NEW YORK - If we use analysts' estimates for corporate earnings to gauge the economy's health, we all should be ready to celebrate better times by the end of the year.
Look at their forecasts for the second half of 2008: Profit gains for Standard & Poor's 500 companies in the third quarter are expected to top 14 percent and the fourth quarter could bring a year-over-year surge of 55 percent. That sure sounds like a happier economic world than the one we are living in right now.
It also sounds like wishful thinking, so don't break out the champagne yet.
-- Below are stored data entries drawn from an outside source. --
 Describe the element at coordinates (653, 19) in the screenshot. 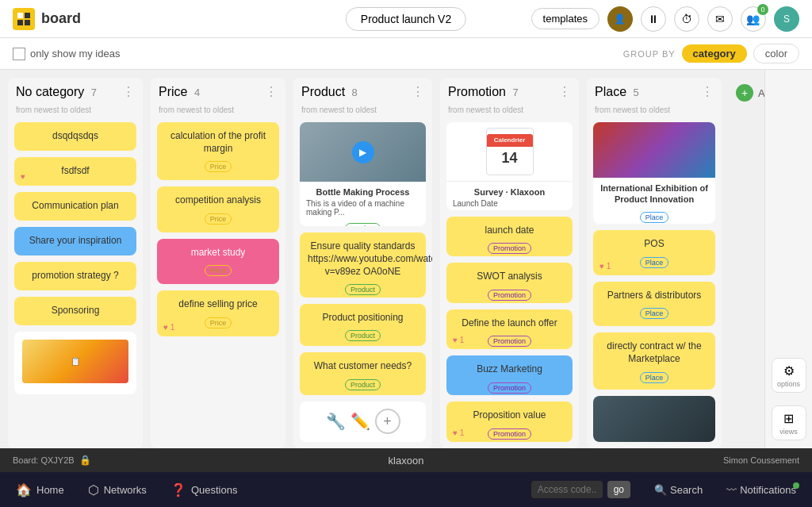

I see `pause-icon: ⏸` at that location. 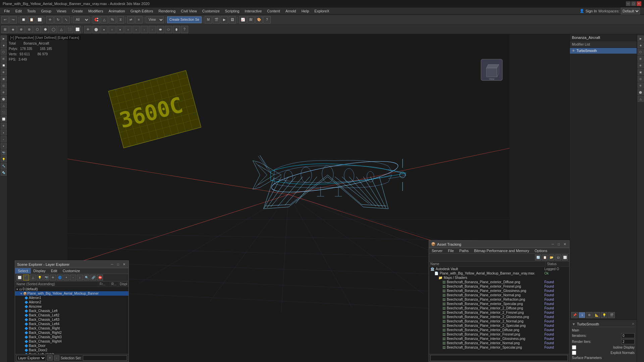 I want to click on rss-icon-8: ⊛, so click(x=641, y=85). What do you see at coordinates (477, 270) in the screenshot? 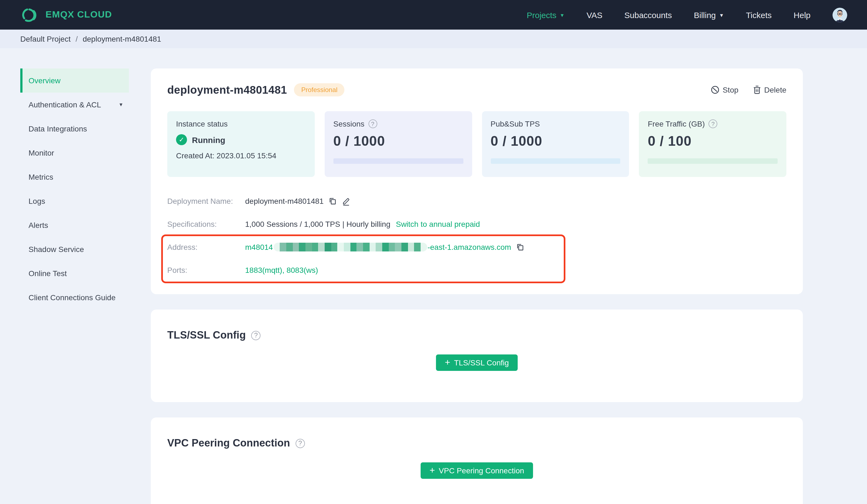
I see `ports-row: Ports: 1883(mqtt), 8083(ws)` at bounding box center [477, 270].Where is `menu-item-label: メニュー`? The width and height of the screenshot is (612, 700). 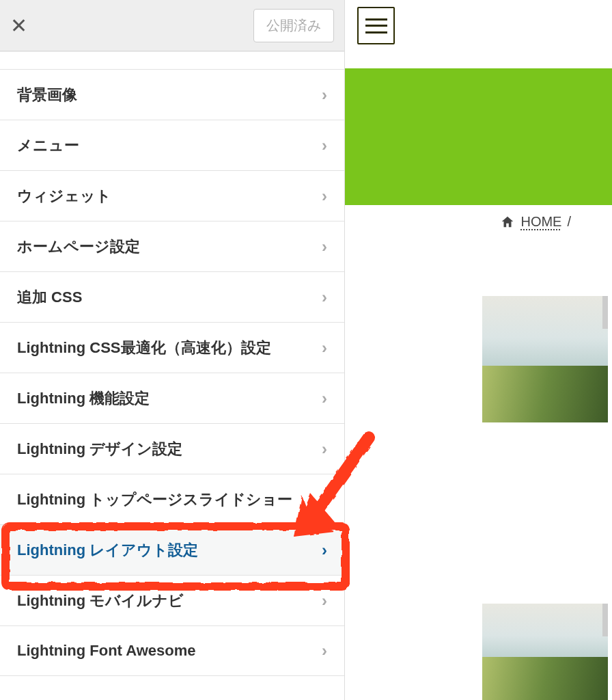
menu-item-label: メニュー is located at coordinates (48, 146).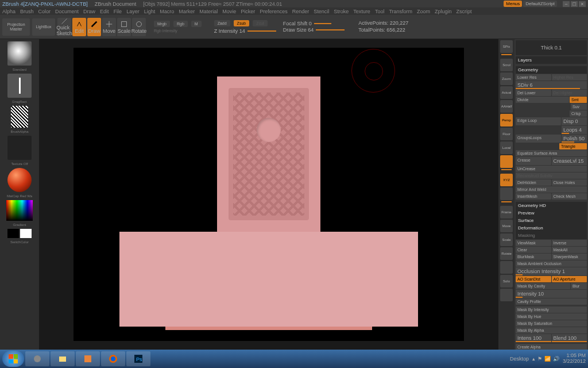  I want to click on close-button: ×, so click(582, 4). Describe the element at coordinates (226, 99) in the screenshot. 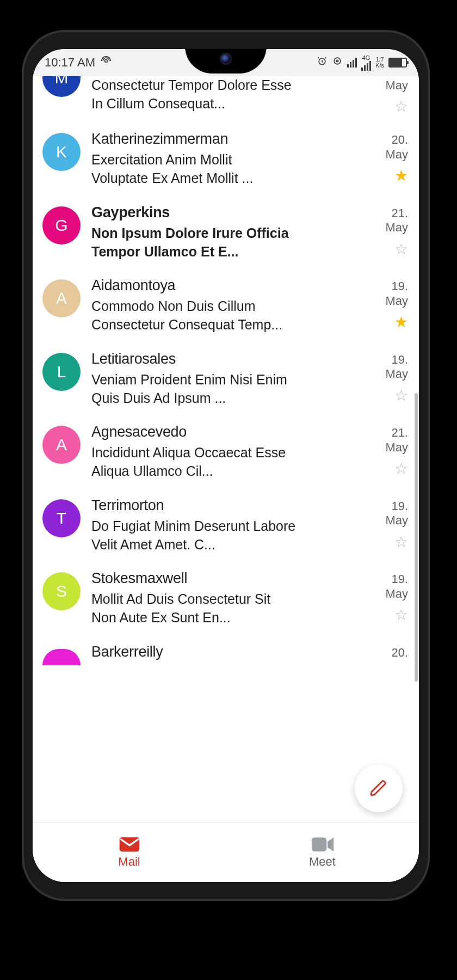

I see `email-row: MConsectetur Tempor Dolore EsseIn Cillum…` at that location.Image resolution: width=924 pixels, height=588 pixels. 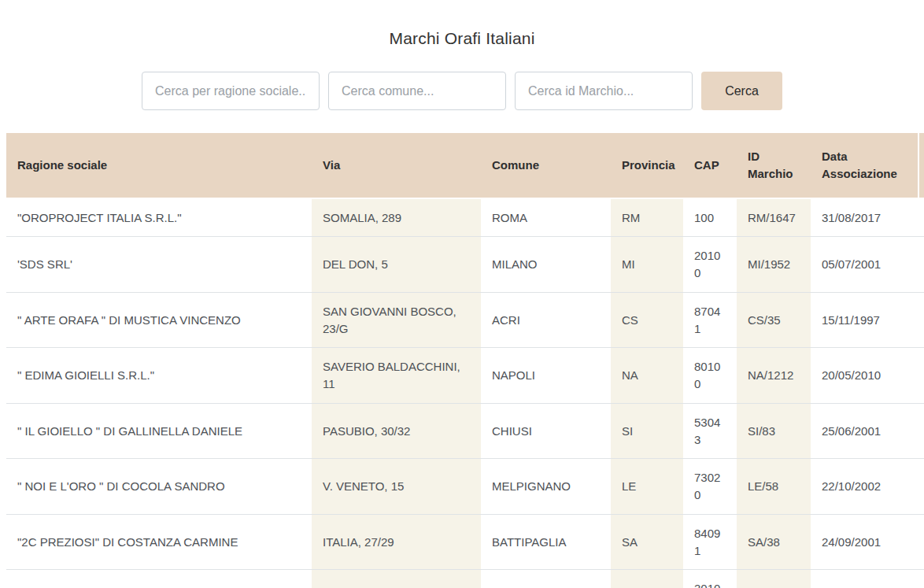 I want to click on cell-provincia: MI, so click(x=647, y=264).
General Electric Co.'s massive profit miss on Friday should be reason enough to be wary about optimistic views for the rest of this year. The conglomerate, which is considered a proxy for the overall economy, reported first-quarter earnings per share from continuing operations of 44 cents compared with analysts' estimates of 51 cents.
The earnings miss shows how the credit crisis and global economic downturn aren't just hurting financial businesses, but have infected health care and consumer products, too. The Fairfield, Conn.-based GE, which typically hits its earnings targets, also revised its earnings outlook for the year to a gain of no more than 5 percent, down from double-digit projections a month ago.
"We assume the economy is going to be very tough and remain very tough," GE CEO Jeffrey Immelt said during a conference call with analysts.
GE isn't alone. In recent days, Alcoa Inc. and Wachovia Corp.'s results both came in below expectations, while UPS Inc. and J.C. Penney Co. revised their first-quarter outlooks down significantly.
It's possible that analysts' estimates may be way off for the first quarter, even though they've been revising them down for months. Back on Jan. 4, analysts were forecasting a year-over-year 4.7 percent gain in S&P 500 earnings. By Feb. 15, that turned negative, with a 1.4 percent decline expected. A month later, that was extended to a 7.8 percent fall and at the end of March, it tumbled to a 9.9 percent pullback, according to Citigroup.
The percentage of companies beating earnings estimates which Bespoke Investment Group says is a gauge of the market's health has been on the decline since the third quarter of last year. In the fourth quarter, about 60 percent of companies topped analysts' estimates, still well above the 50 percent level seen during the bear market of 2001 and 2002, according to Bespoke.
But that "beat" rate could drop if analysts' estimates stay high, despite no evidence that the economy has or will soon turn it course. Federal Reserve Chairman Ben Bernanke recently acknowledged for the first time that a recession was possible. Most economists believe growth contracted in the first three months of this year and will continue on that path due to the slump in housing and the pullback in consumer spending.